Toastmasters, like many other groups of the time, had its good ol’ boys club rules. In order to join the large and well-known organization 38 years ago, Helen Blanchard was asked to choose a male name, as hers was turned in with the initial “H” only.
Fortunately for her, Helen’s club in Point Loma made that decision. She looks Grecian so they gave her the pseudonym Homer. For more than three years, until national rules changed in 1973, Helen, aka Homer, presented her topics under a male gender profile.
Originally working for Naval Research and Development, now known as SPAWAR, in Point Loma at the same time as she was a Navy wife and mother of two, Blanchard was asked to recruit and train new employees, all male, for her company. She had seen an ad in the local newspaper advertising “present with confidence” but hadn’t read far enough to see the “male only” postscript.

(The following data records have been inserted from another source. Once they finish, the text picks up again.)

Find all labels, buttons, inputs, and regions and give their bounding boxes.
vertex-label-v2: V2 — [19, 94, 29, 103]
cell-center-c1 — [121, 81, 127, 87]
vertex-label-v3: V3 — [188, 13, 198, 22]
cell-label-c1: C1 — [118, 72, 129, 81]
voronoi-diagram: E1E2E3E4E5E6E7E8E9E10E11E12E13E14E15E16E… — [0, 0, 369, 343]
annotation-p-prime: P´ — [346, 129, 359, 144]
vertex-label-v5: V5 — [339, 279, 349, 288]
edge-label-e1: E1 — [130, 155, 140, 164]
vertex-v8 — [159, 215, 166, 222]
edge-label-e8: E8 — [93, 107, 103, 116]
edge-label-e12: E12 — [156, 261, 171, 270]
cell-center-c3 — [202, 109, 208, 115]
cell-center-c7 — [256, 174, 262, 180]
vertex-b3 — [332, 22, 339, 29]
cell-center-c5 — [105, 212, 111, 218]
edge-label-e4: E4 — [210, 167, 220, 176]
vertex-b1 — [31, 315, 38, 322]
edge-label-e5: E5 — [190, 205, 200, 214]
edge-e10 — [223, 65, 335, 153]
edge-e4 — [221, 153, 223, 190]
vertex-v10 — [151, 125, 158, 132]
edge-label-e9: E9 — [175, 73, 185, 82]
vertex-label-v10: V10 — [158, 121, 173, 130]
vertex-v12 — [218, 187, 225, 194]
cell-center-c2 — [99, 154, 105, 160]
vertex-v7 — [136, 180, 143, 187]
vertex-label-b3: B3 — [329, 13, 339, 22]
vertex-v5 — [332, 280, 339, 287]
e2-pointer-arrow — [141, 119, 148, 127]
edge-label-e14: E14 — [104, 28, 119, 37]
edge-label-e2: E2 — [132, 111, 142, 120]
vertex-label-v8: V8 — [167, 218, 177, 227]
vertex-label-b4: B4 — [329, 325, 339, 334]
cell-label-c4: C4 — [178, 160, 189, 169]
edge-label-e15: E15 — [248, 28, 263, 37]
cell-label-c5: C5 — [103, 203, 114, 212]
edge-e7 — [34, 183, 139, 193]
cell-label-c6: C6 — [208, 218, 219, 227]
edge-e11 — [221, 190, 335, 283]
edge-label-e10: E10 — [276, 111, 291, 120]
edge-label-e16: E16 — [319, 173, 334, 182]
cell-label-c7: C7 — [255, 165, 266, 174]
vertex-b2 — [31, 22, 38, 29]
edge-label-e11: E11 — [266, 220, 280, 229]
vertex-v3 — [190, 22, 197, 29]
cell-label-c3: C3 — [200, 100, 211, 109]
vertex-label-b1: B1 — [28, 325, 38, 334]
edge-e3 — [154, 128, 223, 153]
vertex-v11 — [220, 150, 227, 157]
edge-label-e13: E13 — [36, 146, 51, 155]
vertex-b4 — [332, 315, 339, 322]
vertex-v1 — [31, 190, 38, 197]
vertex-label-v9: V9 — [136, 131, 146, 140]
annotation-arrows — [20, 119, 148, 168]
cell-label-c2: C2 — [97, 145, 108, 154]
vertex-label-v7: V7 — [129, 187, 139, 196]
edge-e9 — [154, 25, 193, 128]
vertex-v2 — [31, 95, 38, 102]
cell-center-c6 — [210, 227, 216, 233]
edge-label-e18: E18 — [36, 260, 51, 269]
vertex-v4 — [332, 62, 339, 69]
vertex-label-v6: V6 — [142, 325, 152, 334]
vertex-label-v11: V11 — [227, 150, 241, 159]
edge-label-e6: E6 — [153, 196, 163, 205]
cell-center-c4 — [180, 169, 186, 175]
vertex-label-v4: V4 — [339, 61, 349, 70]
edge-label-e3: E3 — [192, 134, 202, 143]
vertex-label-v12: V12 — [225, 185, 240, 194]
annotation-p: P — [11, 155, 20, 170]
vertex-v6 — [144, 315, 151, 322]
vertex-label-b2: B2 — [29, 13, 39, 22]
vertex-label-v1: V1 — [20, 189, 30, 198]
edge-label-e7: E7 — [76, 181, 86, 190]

Slowly, with other groups integrating women into their ranks (Rotary International began in 1989 ” Florence Riford was the first inductee in the La Jolla branch), Blanchard was officially restored with her real name. She claimed one office after another until she became president of her club (with still only one other woman in attendance) in 1973.

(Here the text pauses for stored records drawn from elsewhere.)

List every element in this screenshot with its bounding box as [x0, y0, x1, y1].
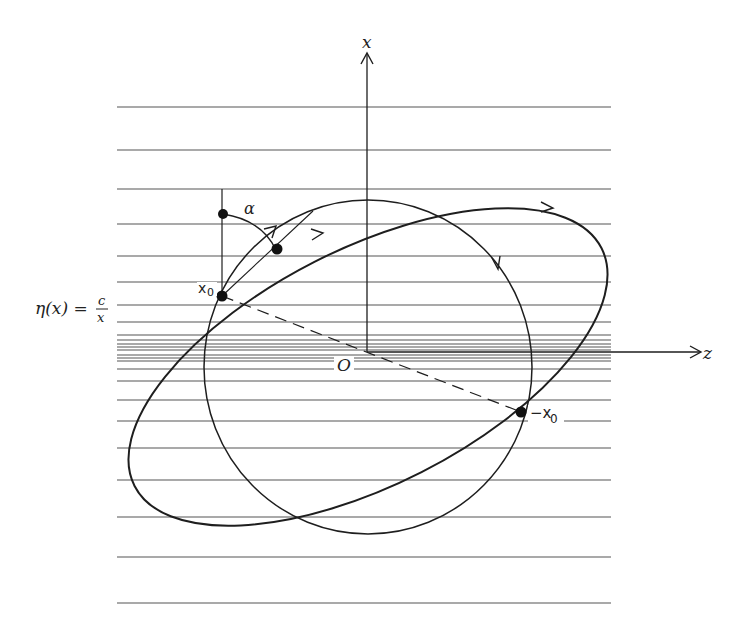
x-axis-label: x — [362, 32, 372, 52]
angle-alpha-arc — [223, 214, 276, 250]
z-axis-label: z — [702, 343, 713, 363]
formula-lhs: η(x) = — [35, 298, 88, 318]
arrowhead-ellipse-start — [311, 229, 323, 240]
origin-label-group: O — [334, 355, 354, 375]
layer-lines — [117, 107, 611, 603]
point-x0 — [217, 291, 228, 302]
neg-x0-label-sub: 0 — [550, 412, 558, 426]
alpha-label: α — [244, 199, 255, 218]
point-neg-x0 — [516, 407, 527, 418]
x0-label: x 0 — [197, 280, 217, 299]
elliptical-ray-path — [81, 143, 655, 591]
refractive-index-formula: η(x) = c x — [35, 293, 108, 325]
dashed-diameter — [222, 296, 521, 412]
x0-label-sub: 0 — [207, 286, 214, 299]
formula-denominator: x — [97, 310, 105, 325]
circular-ray-path — [204, 200, 532, 534]
formula-numerator: c — [98, 293, 106, 308]
origin-label: O — [337, 355, 351, 375]
optics-diagram: x z O α x 0 −x 0 η(x) = c x — [0, 0, 743, 634]
neg-x0-label: −x 0 — [528, 404, 564, 426]
point-tangent-marker — [272, 244, 283, 255]
point-vertical-marker — [218, 209, 228, 219]
neg-x0-label-base: −x — [530, 404, 552, 422]
x0-label-base: x — [198, 280, 206, 296]
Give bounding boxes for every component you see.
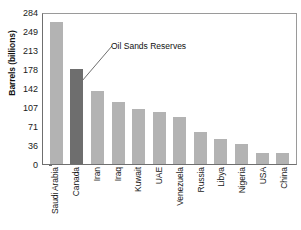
x-label-slot: Nigeria <box>232 167 253 230</box>
bar <box>132 109 145 164</box>
x-label-slot: Venezuela <box>170 167 191 230</box>
bar <box>70 69 83 164</box>
bar-slot <box>190 14 211 164</box>
x-tick-label: Russia <box>196 167 206 192</box>
x-label-slot: Iran <box>87 167 108 230</box>
bar <box>214 139 227 164</box>
x-label-slot: Russia <box>190 167 211 230</box>
y-tick-label: 284 <box>12 8 38 18</box>
y-tick-label: 0 <box>12 160 38 170</box>
bar <box>50 22 63 164</box>
x-label-slot: Libya <box>211 167 232 230</box>
bar-slot <box>231 14 252 164</box>
bar-slot <box>211 14 232 164</box>
bar <box>235 144 248 164</box>
oil-sands-annotation: Oil Sands Reserves <box>111 41 186 51</box>
y-tick-label: 107 <box>12 103 38 113</box>
x-tick-label: Saudi Arabia <box>50 167 60 214</box>
bar-slot <box>252 14 273 164</box>
bar <box>91 91 104 164</box>
y-tick-label: 178 <box>12 65 38 75</box>
bar-slot <box>272 14 293 164</box>
bar <box>256 153 269 164</box>
bar <box>153 112 166 164</box>
x-tick-label: Libya <box>216 167 226 187</box>
x-label-slot: Canada <box>66 167 87 230</box>
bar <box>276 153 289 164</box>
x-label-slot: Saudi Arabia <box>45 167 66 230</box>
bar-slot <box>108 14 129 164</box>
bar <box>194 132 207 164</box>
bar-slot <box>67 14 88 164</box>
plot-area <box>42 13 297 165</box>
x-tick-label: Nigeria <box>237 167 247 193</box>
x-tick-label: Canada <box>71 167 81 196</box>
x-label-slot: Kuwait <box>128 167 149 230</box>
x-tick-label: China <box>279 167 289 189</box>
bar-series <box>43 14 296 164</box>
x-label-slot: UAE <box>149 167 170 230</box>
x-tick-label: Iraq <box>113 167 123 181</box>
x-label-slot: USA <box>253 167 274 230</box>
x-tick-label: Iran <box>92 167 102 181</box>
x-tick-label: USA <box>258 167 268 184</box>
bar-slot <box>46 14 67 164</box>
bar <box>173 117 186 164</box>
bar-slot <box>169 14 190 164</box>
bar-slot <box>87 14 108 164</box>
y-tick-label: 71 <box>12 122 38 132</box>
bar-slot <box>149 14 170 164</box>
y-tick-label: 213 <box>12 46 38 56</box>
y-axis-ticks: 03671107142178213249284 <box>10 0 38 230</box>
y-tick-label: 249 <box>12 27 38 37</box>
bar-slot <box>128 14 149 164</box>
x-axis-labels: Saudi ArabiaCanadaIranIraqKuwaitUAEVenez… <box>42 167 297 230</box>
x-tick-label: Venezuela <box>175 167 185 206</box>
x-label-slot: Iraq <box>107 167 128 230</box>
x-tick-label: Kuwait <box>133 167 143 192</box>
x-tick-label: UAE <box>154 167 164 184</box>
y-tick-label: 36 <box>12 141 38 151</box>
bar-chart: Barrels (billions) 036711071421782132492… <box>0 0 301 230</box>
x-label-slot: China <box>273 167 294 230</box>
bar <box>112 102 125 164</box>
y-tick-label: 142 <box>12 84 38 94</box>
y-tick-mark <box>49 165 52 166</box>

After being rejected as an international director in her first run for that office, she became national president for 1985-’86, which is still on her only business card. However, one delegate told her that her running at all “separated the men from the boys,” and her own brother has not lived down his words of “you didn’t do badly ” for a woman.” The following year she was elected for the same office in a landslide, as she had in the interim become a new club chair, increasing the organization with nine new clubs, including La Jolla, to set a district record.
La Jolla was one of the hardest clubs to organize. Today it is recognized for its longstanding membership and accomplished members.
The 30th anniversary of the club’s founding was held June 3 at the YMCA Firehouse, 7877 Herschel Ave., the club’s regular Tuesday evening meeting place. Karl Strauss Restaurant provided complimentary dinner for the group.
Blanchard says that her life has had many silver linings after rain and that the La Jolla club was one of the rainbows!
Her autobiography titled “Breaking the Ice” will have its first book signing in August at the International Toastmasters Convention in Calgary, Canada.